If you've sat through an agency pitch recently, you've probably heard some version of the same presentation: a slide showing your competitors' rankings, a traffic projection with a satisfying upward curve, a service breakdown that includes every SEO term you've ever come across, and a monthly investment that sounds reasonable compared to what you're already spending on marketing. The deck was polished. The presenter spoke with authority. And you left with a folder full of materials and no clearer idea of who to trust.

This guide is written from the other side of that table. After years of building and running a digital marketing agency that works with medical practices, I've watched this industry sell the wrong things to the wrong people, and I've seen what happens when a practice spends 12 months and $30,000 on an engagement that never had a chance of delivering what it promised.

The goal here is to give you the framework to evaluate what you're actually being sold, the questions that cut through a well-rehearsed pitch, and the filters that eliminate bad candidates before you've wasted a single hour on a discovery call.

Why Medical SEO Is a Different Category (and Most Agencies Don't Know It)

Most agencies that pitch medical practices have a background in consumer SEO, local business SEO, or maybe B2B content marketing. They claim healthcare expertise because they once managed an orthopedic clinic's blog or ran a Google Ads campaign for a dental group. That experience is not healthcare SEO.

Real healthcare SEO operates under constraints that don't exist in other industries. Understanding them is the first test of whether an agency belongs in the conversation.

Google's YMYL framework applies to all medical content.

YMYL stands for "Your Money or Your Life," the classification Google uses for content that can directly affect a person's health, safety, or financial wellbeing. Health content falls squarely in this category, and Google evaluates it by a stricter standard than it applies to a recipe blog or a home services company. The practical consequence: content that would rank a plumbing company in two months will not rank a medical practice in the same timeframe, and content produced by a generalist writer without medical credentials will consistently underperform against content produced with documented expertise. An agency that doesn't understand this distinction will produce content that never reaches the patients you're trying to reach.

HIPAA governs your tracking setup, not just your patient records.

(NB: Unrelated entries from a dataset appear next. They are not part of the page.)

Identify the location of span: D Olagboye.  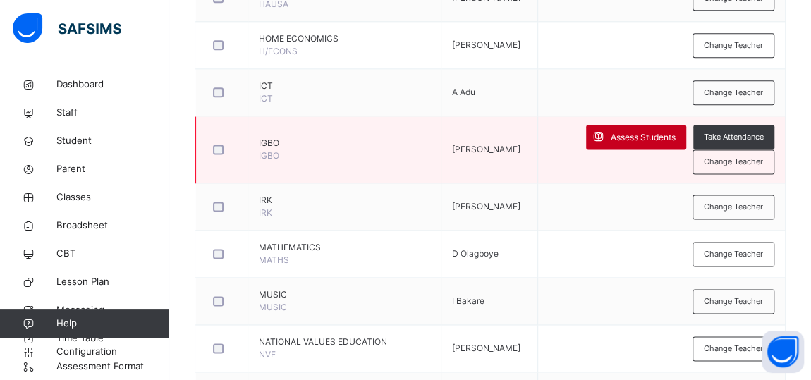
(475, 253).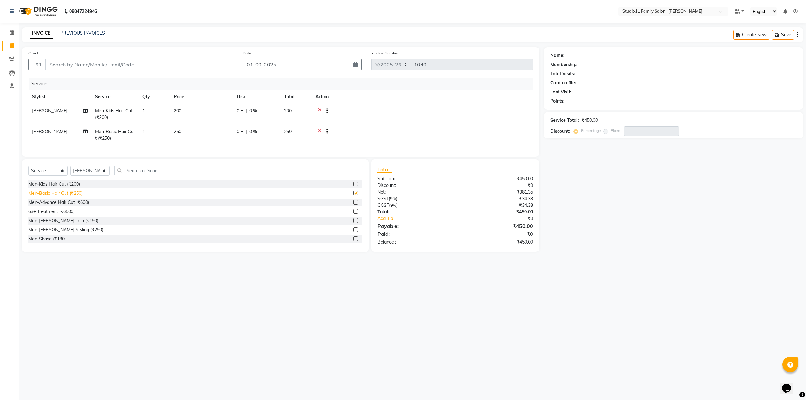 Image resolution: width=806 pixels, height=400 pixels. Describe the element at coordinates (414, 234) in the screenshot. I see `div: Paid:` at that location.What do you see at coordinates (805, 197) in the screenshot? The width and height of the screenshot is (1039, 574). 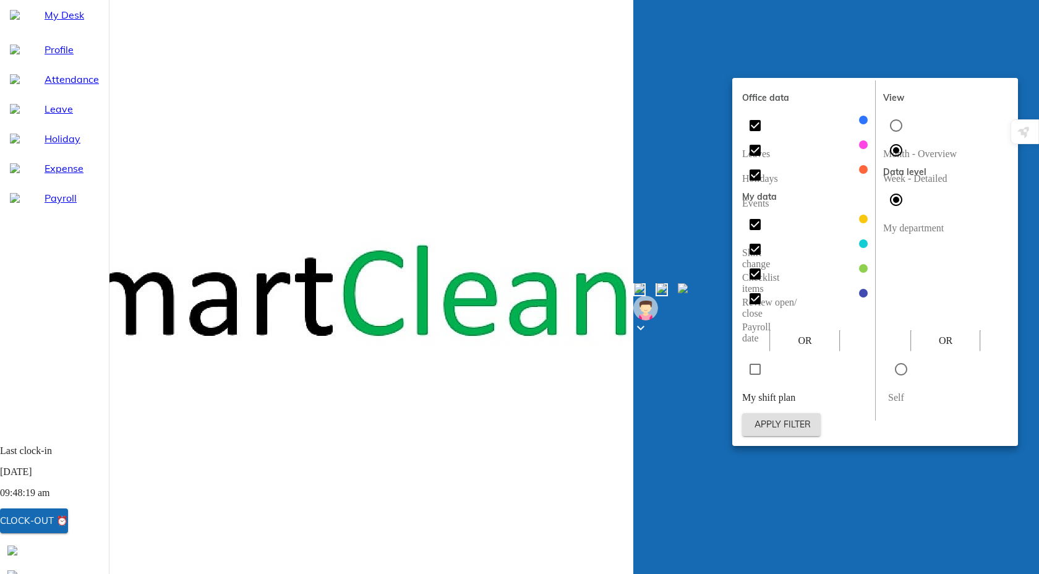 I see `li: My data` at bounding box center [805, 197].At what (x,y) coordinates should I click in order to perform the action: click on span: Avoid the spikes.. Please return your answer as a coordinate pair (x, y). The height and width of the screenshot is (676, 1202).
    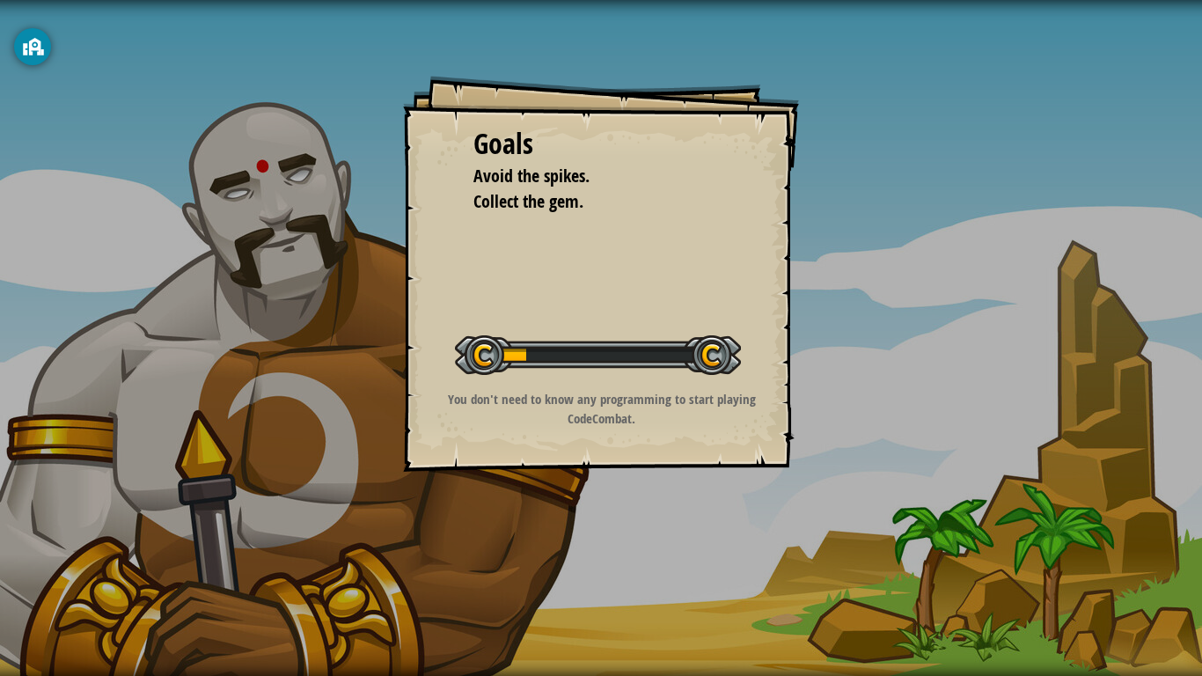
    Looking at the image, I should click on (532, 175).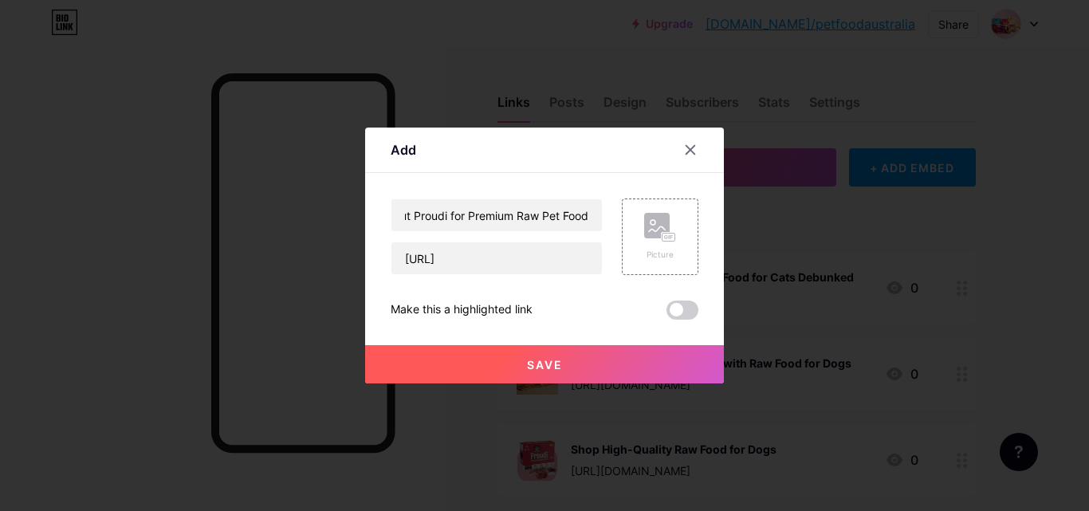 The width and height of the screenshot is (1089, 511). What do you see at coordinates (462, 310) in the screenshot?
I see `div: Make this a highlighted link` at bounding box center [462, 310]. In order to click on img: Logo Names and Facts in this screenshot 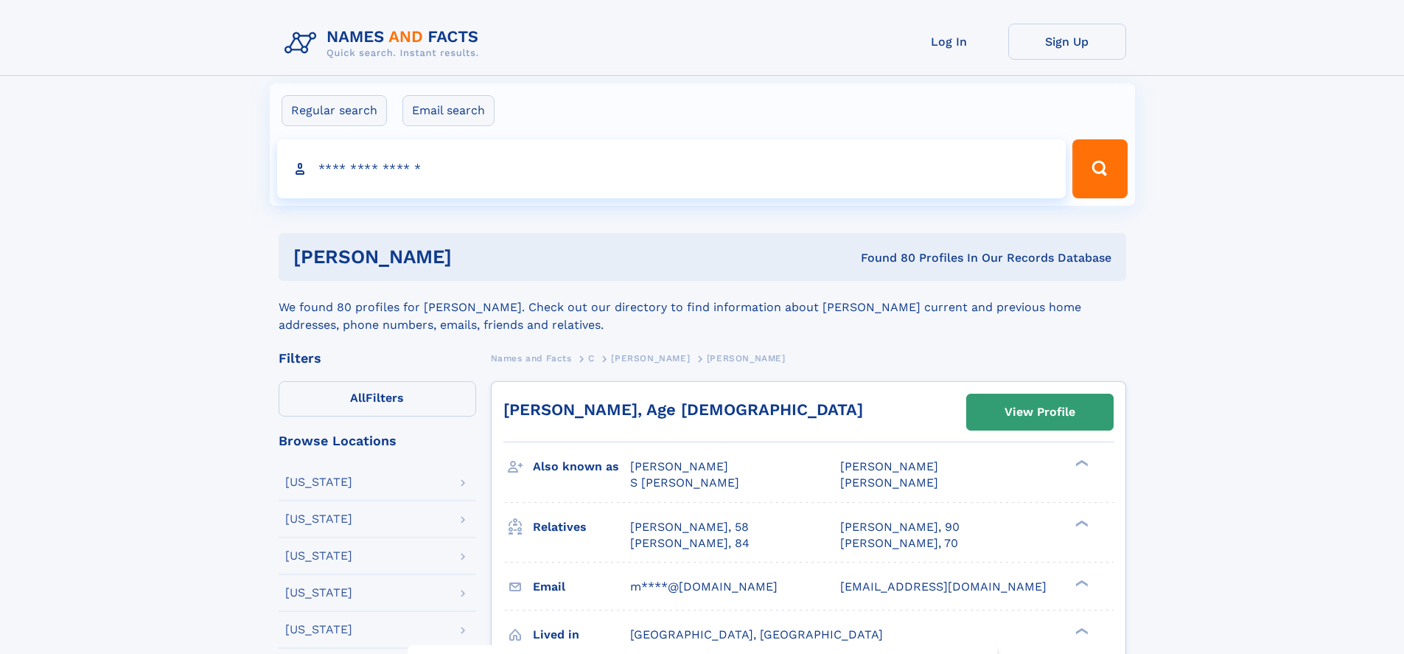, I will do `click(385, 43)`.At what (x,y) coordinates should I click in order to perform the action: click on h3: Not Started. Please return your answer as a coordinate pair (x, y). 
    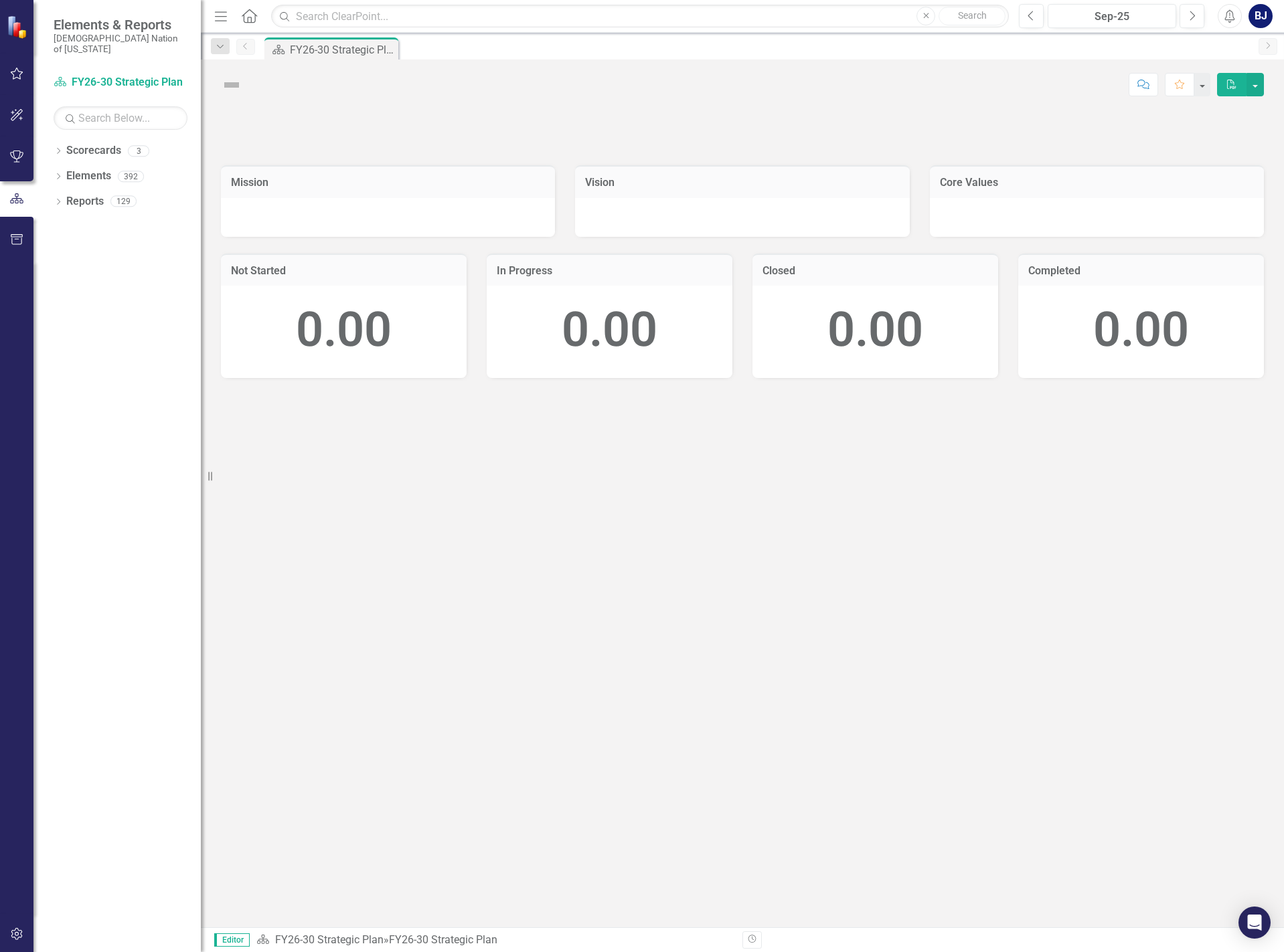
    Looking at the image, I should click on (343, 271).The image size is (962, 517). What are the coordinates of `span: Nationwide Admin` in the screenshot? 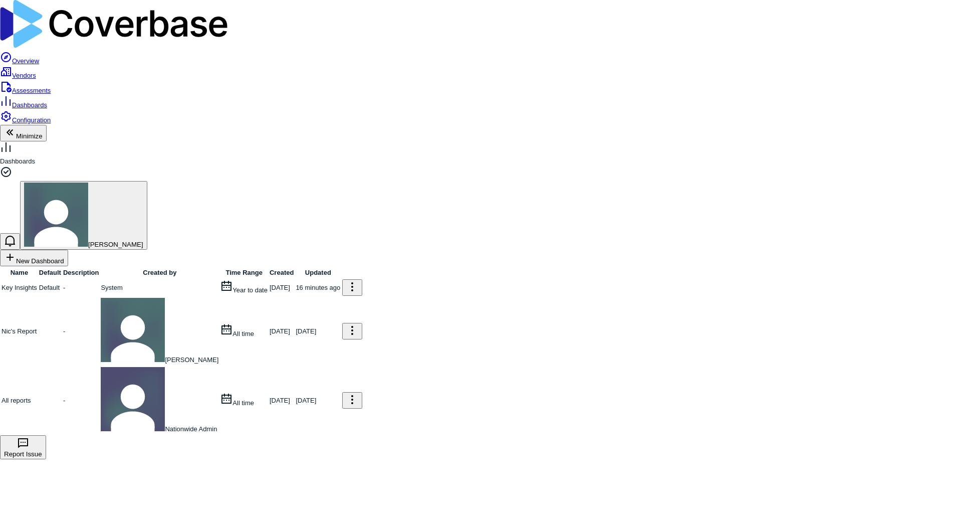 It's located at (191, 429).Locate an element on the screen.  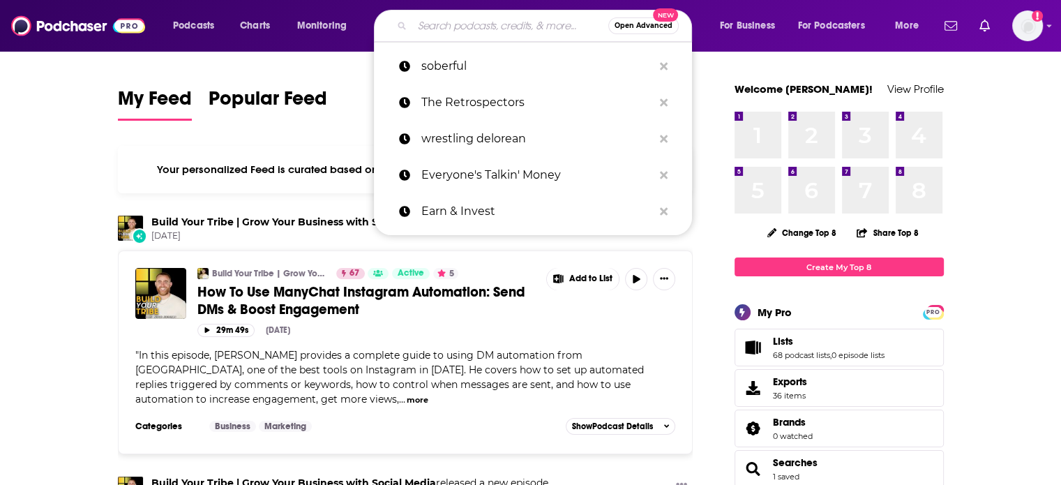
a: 1 saved is located at coordinates (786, 476).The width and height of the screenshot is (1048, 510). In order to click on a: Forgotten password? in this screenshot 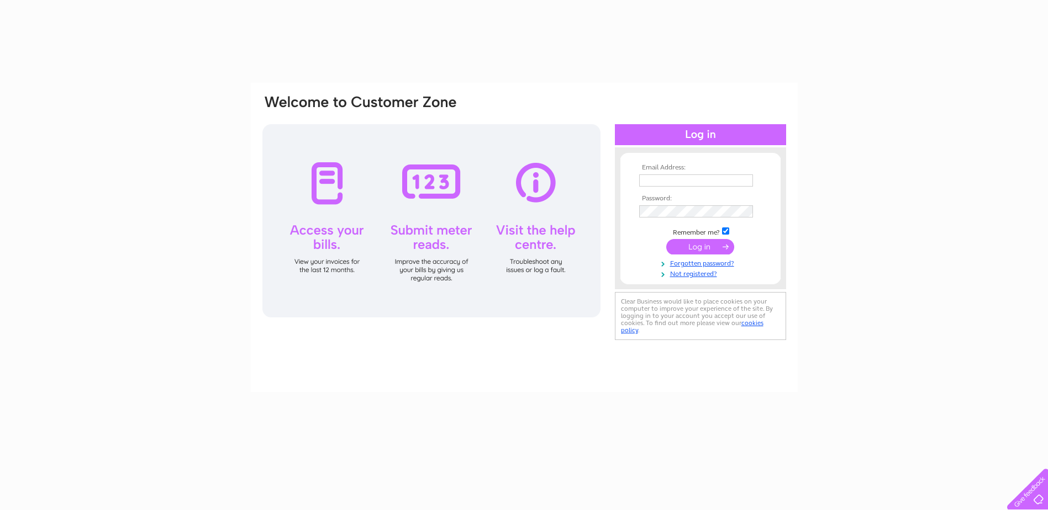, I will do `click(701, 262)`.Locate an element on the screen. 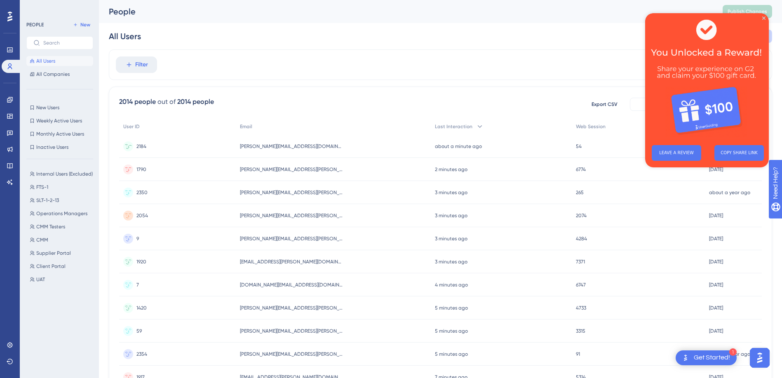  button: FTS-1 is located at coordinates (62, 187). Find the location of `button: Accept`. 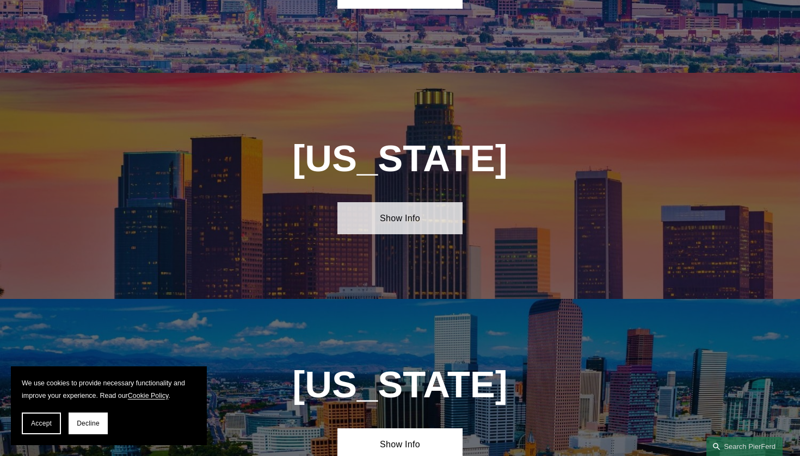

The HHS Office for Civil Rights has issued guidance making clear that standard web tracking configurations — including out-of-the-box Google Analytics 4, Meta Pixel, and most behavioral retargeting setups — can violate HIPAA when deployed on healthcare provider websites, because they transmit user-level data (including IP addresses and the health-related queries that led someone to your site) to third-party servers without a Business Associate Agreement. Most agencies don't know this. They configure analytics the same way they do for every other client and move on. That gap has resulted in real enforcement actions, and if your current agency set up your tracking, there's a meaningful chance your site is non-compliant right now.

Search intent in healthcare is not uniform.

A patient searching "hip replacement surgeon near me" is in a fundamentally different position than someone searching "is hip replacement surgery covered by Medicare." The first query is commercial, local, and close to a booking decision. The second is informational, national in character, and belongs at the top of a long educational journey. An agency that treats these queries the same way, optimizing your site for traffic without distinguishing between intent types, is not building a patient acquisition strategy. They're building a traffic report.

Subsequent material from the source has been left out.